Tuesday, June 26, 2007

More on Cabbage by bookseller

Ok, I was the person who posted about the cabbage, so I'll try to clarify:

Very lightly creamed cabbage (sauteed with a lot of onion, small amount of cream hard-boiled down) with good balsamic vinegar stirred in at the end off-heat
Assuming you're using a whole head of green cabbage (the hard, round one), shredded fine (knife, rather than food processor -- because I can't find the shredding blade for my food processor -- and cut as for coleslaw, with each shred no wider than 1/3 the width of your index finger). For that amount of cabbage, which will serve 4-6 people, I would use 2 medium-sized yellow onions, cut roughly the same size as the cabbage. I would stir them around in the pan in fat over medium-high heat for a while (15-20 minutes, but stirring only occasionally) until they turned a deep golden brown. Then add in the cabbage, and stir that around for a while; it will wilt down from an unimaginably huge pile to a merely big one; mix it in with the onions.

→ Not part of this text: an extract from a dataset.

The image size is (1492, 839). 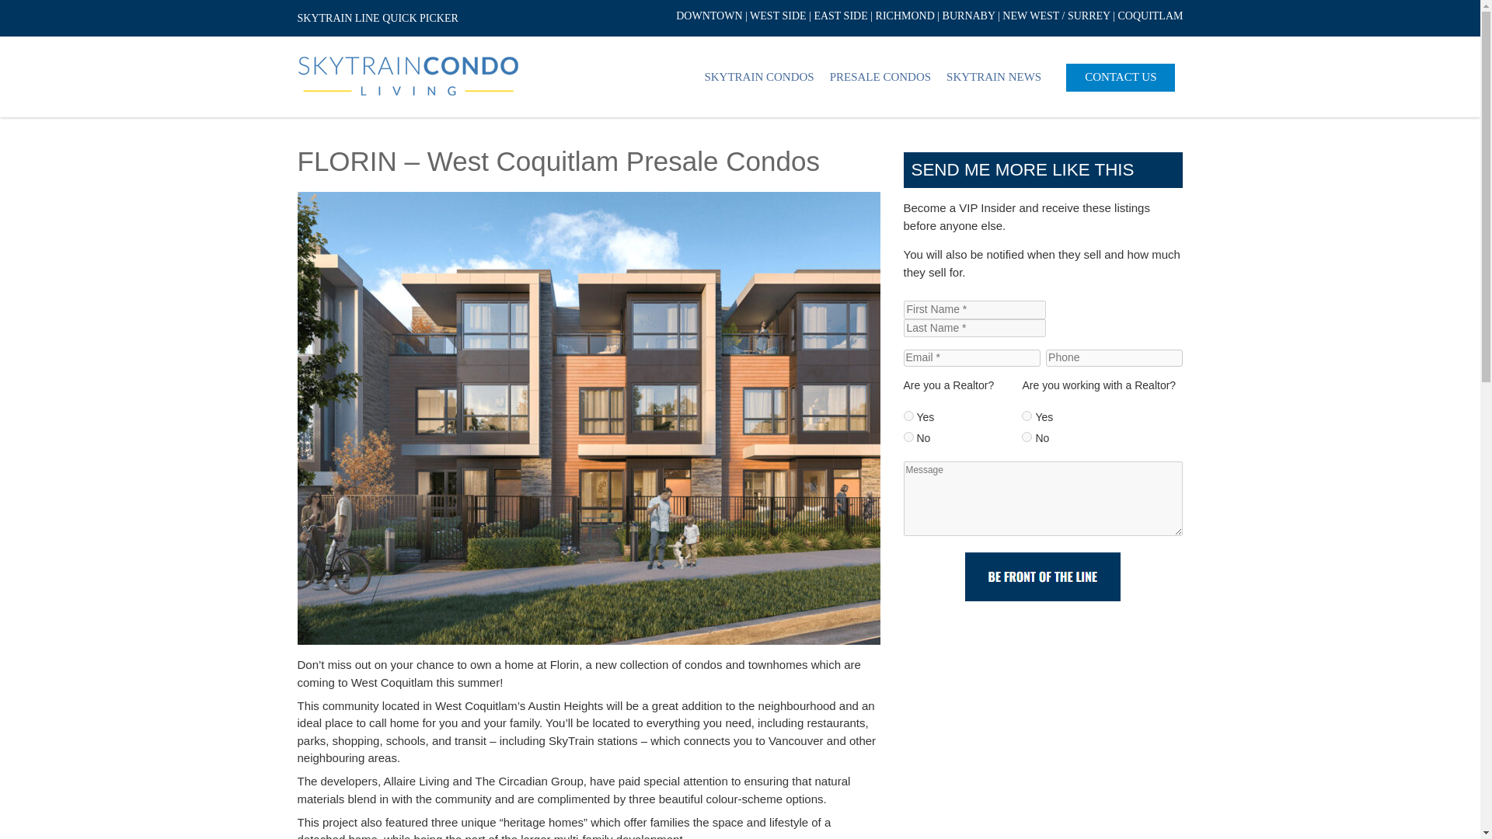 I want to click on SKYTRAIN LINE QUICK PICKER, so click(x=378, y=19).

I would then add in perhaps 1/4 cup of cream. If your pile of cabbage and onions is such that this amount of cream amounts to a drop in a bucket, add more until you can definitely see spoonfuls of liquid cream -- not bowls-full, but what might be left in the cereal bowl after you finish all the cornflakes -- sloshing around on the bottom of the pan. With the lid off, turn the heat up to high; your goal here is to bring the cream to a boil and, by thereby evaporating the water in the cream, thicken the cream to the point where it clings to the cabbage and onion like a glaze. Stir away with your wooden spoon. Taste it -- you might want some salt and, if you're me, quite a bit of freshly ground black pepper. It should taste creamy and rather bland. That's when you stir in perhaps 2 tablespoons of good balsamic vinegar, to slice through the richness of the cream and the blandness of the vegetables and wake up your tongue.

Balsamic is one of those things where you really do get what you pay for. I'd get it at the gourmet store, rather than the supermarket, and buy the oldest stuff you can afford.

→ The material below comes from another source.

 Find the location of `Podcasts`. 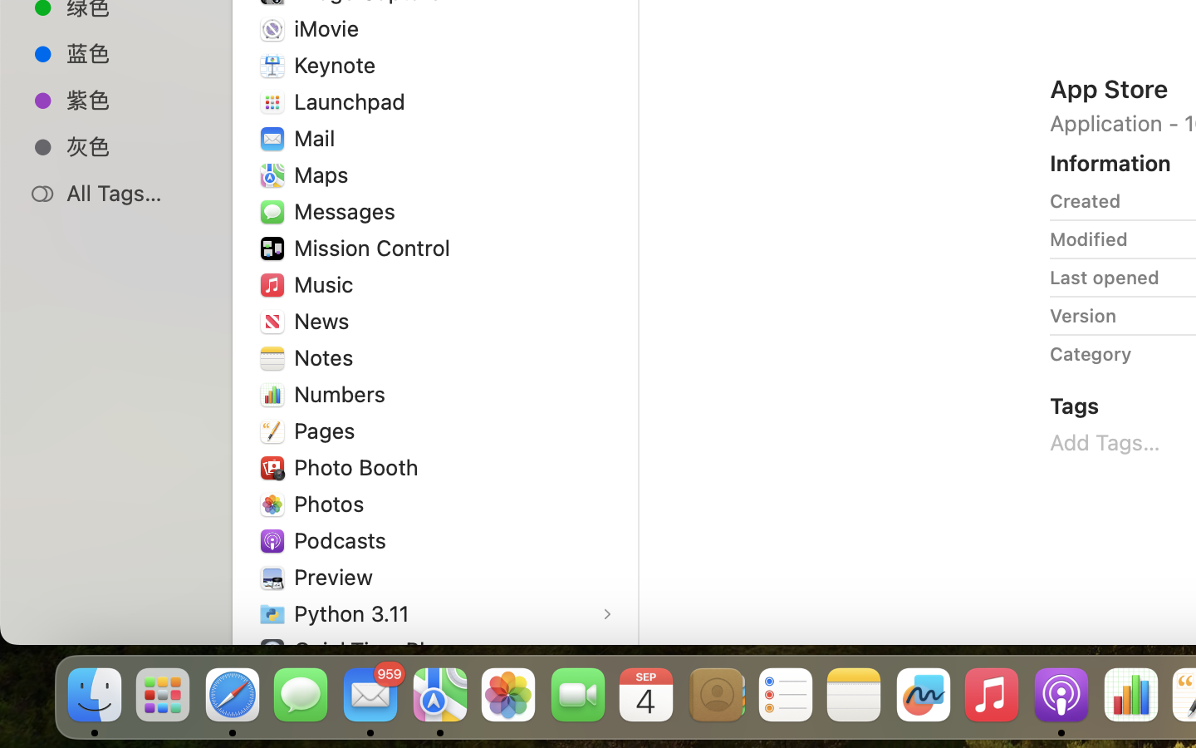

Podcasts is located at coordinates (344, 540).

A small amount? How much is a small amount? What does that mean, hard-boiled down? Lid on or lid off? Which is the good balsamic vinegar? How do I know? From the price?

ETA "hard boil" meaning bring it to the most vigorous boil your stove will provide, over the highest possible heat, while stirring.

VERY IMPORTANT: Remember, anything with liquid -- stew, soup, vegetables in liquid (like cream), etc. -- the quantities are to your taste, and can always be corrected. If the consistency is too thin, boil the liquid down until it thickens, or use a thickener (flour, cornstarch, arrowroot). If it's too thick, add liquid (water, stock, juice, wine). If it's too salty, either dilute with liquid or cook for a while with a raw potato added; this will absorb the salt. If too much of one thing, balance with another, etc. It's all dependent on what YOU like.

Monday, June 25, 2007

Frozen Martini by Grizzled Adams

On my Quest for the frozen Martini, this one came out mityfine.

4 oz Luksusowa Potato Vodka
2oz Seagram's 102 proof Gin
1oz Martini&Rossie Vermouth
1 oz Olive"juice"
Rim the glass with lime/salt
2 of my famous Anchovie/bluecheese stuffed olives
Slice of lime

Lime slice and olives on a stick

Vodka,Gin,Vermouth,Olive Juice in blender with enough ice to make it frozen............crank that sucker up, install in glass............ENJOY!

Friday, June 22, 2007

What to do with Surplus Lobster by bookseller

But the lobsters won't keep long. Thought? Boil them up, pull out the easy meat (tails and claws), use your biggest cleaver to hack the rest of the lobster, shell and all, into big pices, and freeze them, along with the shells from the lobsters you ate tonight. When you have time, you can use these lobster shells and bodies to make the world's most fabulous lobster stock, which will make wonderful fish soup or lobster bisque or pasta sauce or whatever you like. The meat you pull out now probably won't feed a lot of people as is, but you could make lobster salad (MMMM....lobster rolls) or saute it with some herbs and butter and white wine and maybe some seeded tomato or some sugar-snap peas for a seriously good pasta sauce. You could even mix it into mac and cheese. In any event, the lobster will keep much better -- certainly for a few days -- if it's cooked.